One of the immediate impacts of COVID-related closures and gathering restrictions was the elimination of festivals, conferences, conventions, and athletic events.  From college tournaments to conventions to annual gatherings with long-standing traditions, event cancellations were a constant reminder of the impacts of the global pandemic.   These cancellations caused tremendous, unparalleled economic devastation, but the shockwaves from these cancellations reached beyond financial impacts. 

As destinations begin to regrow and reposition, the need and urgency to restore the presence of events as powerful economic drivers is palpable yet tempered by the lingering residuals from forced changes to gatherings.  Even as communities, convention centers, and event planners rush to return to past operations, the event itself will undergo substantial change to its overall operation.  Individual perceptions of safe spacing, cleanliness, virtual access, and organized efficiency through reservations are likely just some of the new expectations facing events.

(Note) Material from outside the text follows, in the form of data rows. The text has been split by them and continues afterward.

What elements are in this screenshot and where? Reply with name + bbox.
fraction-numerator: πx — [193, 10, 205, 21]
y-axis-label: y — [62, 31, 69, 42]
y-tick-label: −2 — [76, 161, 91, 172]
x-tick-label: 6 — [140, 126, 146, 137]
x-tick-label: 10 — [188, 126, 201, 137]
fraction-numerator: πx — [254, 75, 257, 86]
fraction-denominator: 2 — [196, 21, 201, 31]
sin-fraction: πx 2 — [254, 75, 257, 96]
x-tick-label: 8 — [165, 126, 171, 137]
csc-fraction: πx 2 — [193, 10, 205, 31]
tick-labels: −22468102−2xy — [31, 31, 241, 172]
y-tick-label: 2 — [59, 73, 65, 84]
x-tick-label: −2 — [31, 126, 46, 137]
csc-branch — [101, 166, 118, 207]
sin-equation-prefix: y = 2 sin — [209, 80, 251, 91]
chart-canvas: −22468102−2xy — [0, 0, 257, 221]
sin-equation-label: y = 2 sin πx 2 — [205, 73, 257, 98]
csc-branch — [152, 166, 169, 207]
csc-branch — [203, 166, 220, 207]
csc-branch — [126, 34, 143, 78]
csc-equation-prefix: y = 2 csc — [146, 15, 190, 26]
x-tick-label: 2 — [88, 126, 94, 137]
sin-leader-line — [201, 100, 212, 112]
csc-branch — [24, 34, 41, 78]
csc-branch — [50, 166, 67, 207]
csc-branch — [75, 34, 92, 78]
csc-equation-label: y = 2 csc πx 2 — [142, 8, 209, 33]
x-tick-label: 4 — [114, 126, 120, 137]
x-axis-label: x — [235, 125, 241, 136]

Destinations have a role in planning, managing, and supporting needed revisions to events as the opportunity to build better community systems is a dynamic component of future.  The destination role can begin with helping community leaders, venue managers, business districts, and event planners make smarter decisions regarding when events take place, where these events are physically held, and how the events establish a more coherent connection to the overall brand promise and resulting image of the community.  To effectively accomplish this process, the destination requires a decision-making tool that helps guide overall perspective of activity and impact across the community.  That tool is compression mapping.

When Fort Collins, Colorado developed its destination master plan, it was already recognizing the need for reconfiguring events.  Knowing the process would be difficult, the City of Fort Collins, the Downtown Business Alliance, Colorado State University, and Visit Fort Collins were each identified as part of the implementation and support.  The disruption by COVID changed the dynamic of events and how this community would host, provide, and support events in the future.  Downtown would factor heavily into this revised perspective on events for a few reasons:

  • Escalating demand for holding downtown events pre-COVID was creating unrealistic demands on City resources;
  • Many downtown special events and festivals were not driving enhanced demand for overnight stays but merely adding to the list of possible activities in an already diverse mix of things to do;
  • Business and resident sentiments towards the multitude of downtown events was eroding based on frequency, attendee behavior, and a lack of walk-in traffic sparked from the event; and
  • The primary agency that helped to develop, manage, and host downtown events in Fort Collins, the Downtown Business Alliance, was forced into a COVID-closure as its fundamental revenue source was tied to the events it could no longer host.

With these factors and others at play, Fort Collins realized that the role of events would need to be drastically different as the demand for dates began to resurface.  Additionally, the opportunity for hosting conferences, meetings and sporting events would play a new role in the future as the Destination Master Planning process revealed an opportunity for developing more relationships across the community with individuals having connections to a variety of organizations that held meetings, small conferences, or youth tournaments.  As a bonus, each of these connections offered the opportunity to create a stronger tie for both talent recruitment and retention.

As a tool the concept of compression mapping provided a needed observation point for examining impacts from events across the calendar.  By lining up daily occupancy rates and RevPAR against events, public gatherings, tournaments, and conferences, Visit Fort Collins could see historically where there were major need periods, discrepancies in daily performance, or stacked events that could be better orchestrated across new date options.  In one such occurrence, Visit Fort Collins was able to inject a new decision point into an investment consideration for a large-scale youth conference that overlapped with significant region-wide multi-day event occurring in another city but providing considerable spillover business for Fort Collins hotels.

Compression mapping also allows Fort Collins to adopt and communicate a new set of measurable outcomes beyond room night production, even though compression mapping is essentially a room night production analysis tool.  The opportunity to shift the conversation towards days of impact and community-wide travel business volume provides a more meaningful metric for community members seeking to understand tourism volume.  Number of rooms consumed was considered less meanignful than volume of business generated. 

Compression mapping is a tool that will continue to evolve and change as destinations add additional information.  Inputs like weather, pricing deals, school holidays, and natural disasters all have a meaningful impact on event driven business and can be reflected within compression mapping.  Economic development partners can better understand travel business impacts and the relationships to the corporate community.

For Visit Fort Collins, the compression mapping will empower the destination organization to help the community make better choices and be more strategic in planning/hosting events. The win-win opportunity allows this city to better define how it wants events to help in recovery and provide the justification to pursue those changes.

About the Author

David Holder headshot
David Holder

Founder
Clarity of Place

David Holder co-founded Clarity of Place with a hands-on understanding of what destination leaders need to be successful. David translates community inputs into meaningful actions by interpreting needs into priorities.